Coach Carter
Coach Carter (Director: Thomas Carter)
Thomas Carter apparently has no relation to Ken Carter, the coach portrayed in this film. Carter's notable credits are mostly on TV, with "Fame," "Hill Street Blues," "Remington Steele," "St. Elsewhere," "Miami Vice," and others. His best-known film credits are Swing Kids and Save the Last Dance.
Do I rate a movie poorly if it has no original value, but has got a great message and a dynamic lead performance? I think you'll be seeing a lot of 2 to 3 stars with this film. The other thing is that it's extremely long for this type of movie. This film, which combines a little Hoosiers and a little Lean On Me, could have used a little more editing.
The story comes right out of all the revolutionary-new-hire-at-a-bad-school films you've ever seen. Ken Carter (Samuel L. Jackson) comes to California's Bay Area Richmond to be the new basketball coach for the sorry Oilers, who in the previous season won 4 games. His no-nonsense methods ask for his team to be extremely conditioned (suicides, push-ups!) and to be in class and maintain a 2.3 GPA (higher than the state requires to play basketball--conflict!). We have our usual group of troubled kids, mixed in with some that already have their act together (including Carter's son, Damien, played by Robert Ri'chard), who do what Carter says to keep playing basketball, which is, in the Hoosiers model, what most of these kids have going for them.
The great thing about the movie is Coach Carter's insistence about grades. He truly wants black kids to overcome a system that expects them to fail. He is not necessarily satisfied by the undefeated season Richmond begins to enjoy. I especially liked seeing him chain the gym, forfeiting games, until the situation improved, despite hundreds of angry people wanting to hurt him for doing so. Jackson's performance here is one of the best of his recent movies.
Yeah, but the movie is nothing new, though, despite the goodness that can be had. The basketball scenes have a couple of crowd-pleasing moments, but remember when Hoosiers goes through the Indiana tournament just before the championship? There's no real sense of sport here; games that are highlighted have a different message to them--this is the game where they start to showboat, much to Coach Carter's chagrin...this is the Bay Hill Tourney where they win and then go sneak out of their hotel to a party and drink and have sex, much to Carter's chagrin...and then the lesson has to be taught. Once you've been sitting in the movie over 2 hours, you'll also realize that Richmond's journey through the California playoffs is not going to be Hoosiers-like.
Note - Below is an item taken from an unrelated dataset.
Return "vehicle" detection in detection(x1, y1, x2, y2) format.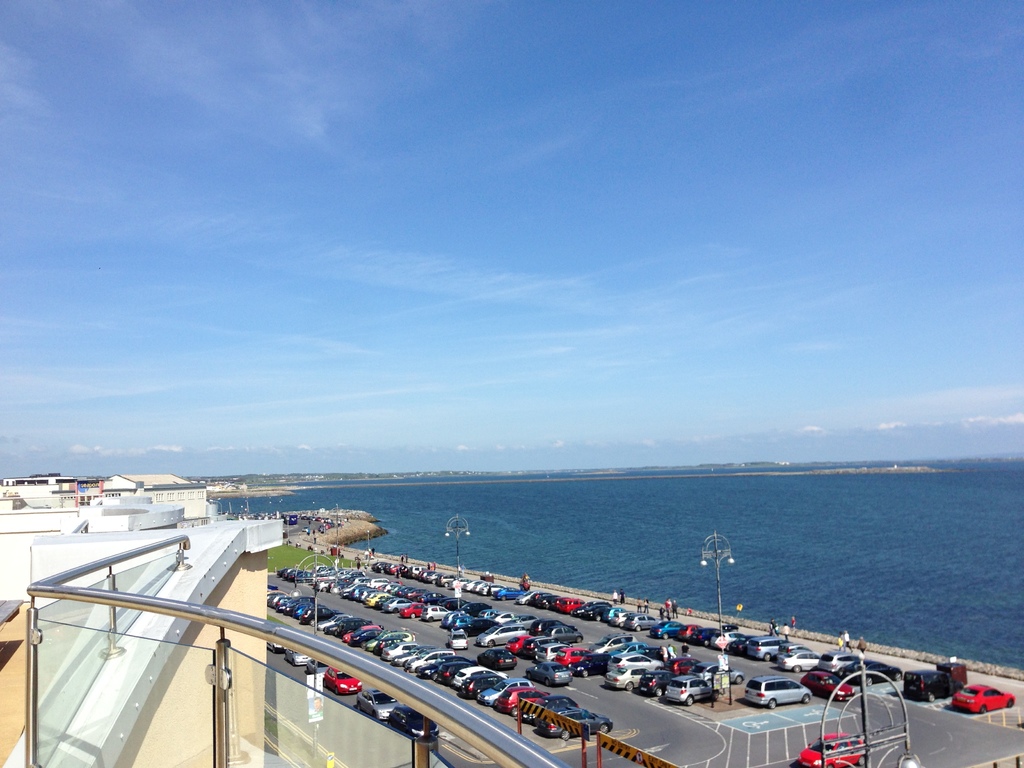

Yes, there are inspiring wins. Yes, of course, there's a moment when everyone wants Carter fired. Yes, there are subplots involving the lives of the players off the court (girlfriend's got a baby on the way, thug life on the streets, etc.). Yes, people threaten Carter. Yes, people reach out to Carter.
As for the run time (136 minutes), some people just complain a movie is too long without citing what could have been cut. I would have cut a chunk of the time spent on the off-court antics, especially Kenyon Stone (Rob Brown) and Kyra (Ashanti), who are a high school couple expecting a baby. We know Stone isn't ready for it, and we know that causes friction, but we have two huge scenes that are constructed to tell us what we already know (In other words, had those scenes not been in the movie, we would not have missed them). I probably would have trimmed a lot of that party scene--I would have skipped all the sneaking out and going to the party, and just left the part in where Carter discovers them gone and searches for them. There's a flow that could have been achieved, a better experience I feel, if some of that could have just been let go--and the messages would remain intact.
So again, hard to fault a movie for trying to be positive, and focus on someone who tried to change the system for the better. It is not a bad movie. There are just other films that have explored this before, and this one just combines all of them. The movie could be described as a student-athlete, and as Carter says, "Student comes first."